Check if they are received in the gobgp daemon.
$ gobgp neighbor
Peer AS Up/Down State |#Received Accepted
192.168.92.2 65001 00:09:36 Establ | 120000 0
Finally, you can withdraw them again.
bgpupdate -a 65001 -n 192.168.92.2 -p 22.0.0.0/28 -P 100000 -f withdraw.bgp --withdraw
sudo bngblaster-cli run.sock bgp-raw-update file withdraw.bgp
LDP
In the following example, we create two connected LDP instances.
ldp.json:
{
"interfaces": {
"capture-include-streams": true,
"network": [
{
"interface": "veth1.1",
"address": "10.0.0.1/24",
"gateway": "10.0.0.2",
"ldp-instance-id": 1
},
{
"interface": "veth1.2",
"address": "10.0.0.2/24",
"gateway": "10.0.0.1",
"ldp-instance-id": 2
}
]
},
"ldp": [
{
"instance-id": 1,
"lsr-id": "10.2.3.1",
"raw-update-file": "out.ldp"
},
{
"instance-id": 2,
"lsr-id": "10.2.3.2"
}
],
"streams": [
{
"name": "S1",
"type": "ipv4",
"direction": "downstream",
"priority": 128,
"network-interface": "veth1.2",
"destination-ipv4-address": "100.0.0.1",
"ldp-ipv4-lookup-address": "13.37.0.1",
"pps": 1
}
]
}
Use the included tool ldpupdate
to generate an LDP update file
with 10 labeled IPv4 prefixes.
ldpupdate -l 10.2.3.1 -p 13.37.0.0/32 -P 10 -M 10000
Now you can start the BNG Blaster with this configuration.

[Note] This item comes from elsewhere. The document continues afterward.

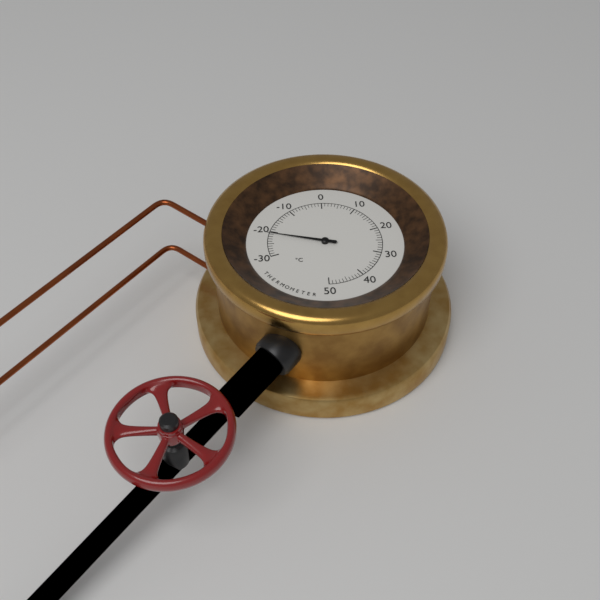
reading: -21 °C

sudo bngblaster -C ldp.json -l ldp -S run.sock -P ldp.pcap
Network Traffic
In the following example, we create two connected network interfaces and set up RAW traffic streams between them.
network.json:
{
"interfaces": {
"network": [
{
"interface": "veth1.1",
"address": "192.168.0.1/24",
"gateway": "192.168.0.2"
},
{
"interface": "veth1.2",
"address": "192.168.0.2/24",
"gateway": "192.168.0.1"
}
]
},
"streams": [
{
"name": "S1",
"type": "ipv4",
"pps": 1,
"network-interface": "veth1.1",
"destination-ipv4-address": "192.168.0.2"
},
{
"name": "S2",
"type": "ipv4",
"pps": 1,
"network-interface": "veth1.2",
"destination-ipv4-address": "192.168.0.1"
}
]
}
Now you can start the BNG Blaster with stream reports enabled to get extensive result of every single stream at the end of the test.
$ sudo bngblaster -C network.json -l loss -J report.json -j streams -S run.sock -I
Such a configuration with two network interfaces in the same network can be used to test layer two network QoS configurations or filters. The same would also work through a routed network with two network interfaces in different networks.